Salutations de l'EHRCON25 à Barcelone

Just back from the openEHR International conference in Barcelona with student Odette Rios-Ibacache—feeling energized and more convinced than ever about the power of open innovation in healthcare.

This morning, I attended an inspiring talk by Grahame Grieve, the creator of the FHIR standard. Like OpenEHR, FHIR is an open standard transforming healthcare data worldwide. Grahame emphasized that keeping FHIR open—rather than proprietary—was crucial to its success. While a proprietary model could have made a lot of money, it would have sidelined the passionate contributors who drive real impact.

Open-source projects like Opal, OpenEMR, OpenEHR, and FHIR thrive because they’re built by people who care deeply about what they do.
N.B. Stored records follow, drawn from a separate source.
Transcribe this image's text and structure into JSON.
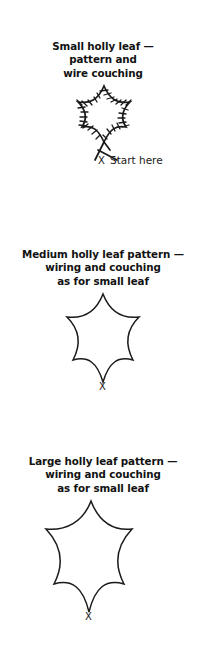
{
  "document": {
    "background_color": "#ffffff",
    "ink_color": "#1a1a1a",
    "title": "Holly leaf patterns — wiring and couching"
  },
  "sections": [
    {
      "id": "small",
      "caption_lines": [
        "Small holly leaf —",
        "pattern and",
        "wire couching"
      ],
      "figure": {
        "name": "small-holly-leaf-diagram",
        "style": "outline-with-couching-stitches",
        "has_couching_ticks": true,
        "tail_crossing": true
      },
      "start_marker": "X",
      "start_label": "Start here"
    },
    {
      "id": "medium",
      "caption_lines": [
        "Medium holly leaf pattern —",
        "wiring and couching",
        "as for small leaf"
      ],
      "figure": {
        "name": "medium-holly-leaf-diagram",
        "style": "plain-outline",
        "has_couching_ticks": false,
        "tail_crossing": false
      },
      "start_marker": "X",
      "start_label": ""
    },
    {
      "id": "large",
      "caption_lines": [
        "Large holly leaf pattern —",
        "wiring and couching",
        "as for small leaf"
      ],
      "figure": {
        "name": "large-holly-leaf-diagram",
        "style": "plain-outline",
        "has_couching_ticks": false,
        "tail_crossing": false
      },
      "start_marker": "X",
      "start_label": ""
    }
  ]
}
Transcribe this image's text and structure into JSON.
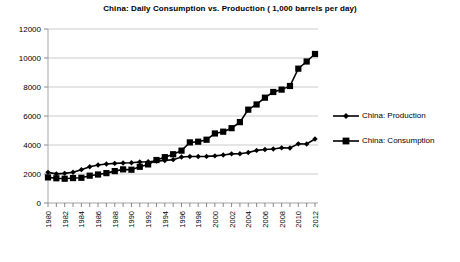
{
  "chart_data": {
    "type": "line",
    "title": "China: Daily Consumption vs. Production ( 1,000 barrels per day)",
    "xlabel": "",
    "ylabel": "",
    "ylim": [
      0,
      12000
    ],
    "xlim": [
      1980,
      2012
    ],
    "grid": true,
    "legend_position": "right",
    "ytick_labels": [
      "0",
      "2000",
      "4000",
      "6000",
      "8000",
      "10000",
      "12000"
    ],
    "ytick_values": [
      0,
      2000,
      4000,
      6000,
      8000,
      10000,
      12000
    ],
    "xtick_labels": [
      "1980",
      "1982",
      "1984",
      "1986",
      "1988",
      "1990",
      "1992",
      "1994",
      "1996",
      "1998",
      "2000",
      "2002",
      "2004",
      "2006",
      "2008",
      "2010",
      "2012"
    ],
    "x": [
      1980,
      1981,
      1982,
      1983,
      1984,
      1985,
      1986,
      1987,
      1988,
      1989,
      1990,
      1991,
      1992,
      1993,
      1994,
      1995,
      1996,
      1997,
      1998,
      1999,
      2000,
      2001,
      2002,
      2003,
      2004,
      2005,
      2006,
      2007,
      2008,
      2009,
      2010,
      2011,
      2012
    ],
    "series": [
      {
        "name": "China: Production",
        "marker": "diamond",
        "values": [
          2114,
          2012,
          2045,
          2120,
          2300,
          2505,
          2620,
          2690,
          2730,
          2760,
          2774,
          2830,
          2840,
          2890,
          2930,
          2990,
          3170,
          3211,
          3212,
          3213,
          3252,
          3306,
          3390,
          3401,
          3485,
          3627,
          3686,
          3728,
          3805,
          3796,
          4078,
          4074,
          4416
        ]
      },
      {
        "name": "China: Consumption",
        "marker": "square",
        "values": [
          1765,
          1705,
          1675,
          1720,
          1740,
          1885,
          1965,
          2060,
          2200,
          2320,
          2296,
          2498,
          2662,
          2964,
          3161,
          3363,
          3610,
          4179,
          4228,
          4364,
          4796,
          4918,
          5160,
          5578,
          6437,
          6795,
          7264,
          7656,
          7819,
          8070,
          9265,
          9758,
          10277
        ]
      }
    ]
  },
  "legend": {
    "entries": [
      {
        "label": "China: Production",
        "marker": "diamond"
      },
      {
        "label": "China: Consumption",
        "marker": "square"
      }
    ]
  }
}
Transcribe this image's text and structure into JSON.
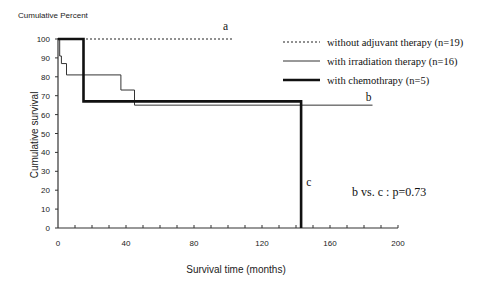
{
  "chart_data": {
    "type": "line",
    "subtype": "kaplan-meier-step",
    "title": "",
    "top_label": "Cumulative Percent",
    "xlabel": "Survival time (months)",
    "ylabel": "Cumulative survival",
    "xlim": [
      0,
      200
    ],
    "ylim": [
      0,
      100
    ],
    "x_ticks": [
      0,
      40,
      80,
      120,
      160,
      200
    ],
    "x_minor_tick_step": 10,
    "y_ticks": [
      0,
      10,
      20,
      30,
      40,
      50,
      60,
      70,
      80,
      90,
      100
    ],
    "grid": false,
    "legend_position": "upper right",
    "series": [
      {
        "name": "without adjuvant therapy (n=19)",
        "style": "dotted",
        "curve_label": "a",
        "points": [
          [
            0,
            100
          ],
          [
            103,
            100
          ]
        ]
      },
      {
        "name": "with irradiation therapy (n=16)",
        "style": "thin",
        "curve_label": "b",
        "points": [
          [
            0,
            100
          ],
          [
            1,
            91
          ],
          [
            2,
            87
          ],
          [
            5,
            81
          ],
          [
            37,
            73
          ],
          [
            45,
            65
          ],
          [
            185,
            65
          ]
        ]
      },
      {
        "name": "with chemothrapy (n=5)",
        "style": "thick",
        "curve_label": "c",
        "points": [
          [
            0,
            100
          ],
          [
            15,
            67
          ],
          [
            143,
            0
          ]
        ]
      }
    ],
    "annotations": [
      {
        "text": "a",
        "x": 97,
        "y": 105
      },
      {
        "text": "b",
        "x": 181,
        "y": 67
      },
      {
        "text": "c",
        "x": 146,
        "y": 22
      },
      {
        "text": "b vs. c : p=0.73",
        "x": 173,
        "y": 17
      }
    ]
  }
}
Quebec’s healthcare ecosystem is also full of passionate people—in hospitals, research institutes, and local SMEs. Yet they’re often overlooked in favor of big companies and consultancies that benefit from a procurement process biased toward scale and administrative ease…

As a new organization, Santé Québec has a chance to change this. I urge it to review its procurement policies to prioritize transparency, digital sovereignty, local innovation, and value-based care—not just administrative convenience. This may be more work initially but it will be more affordable and will foster trust, sustainability, and a more motivated healthcare workforce.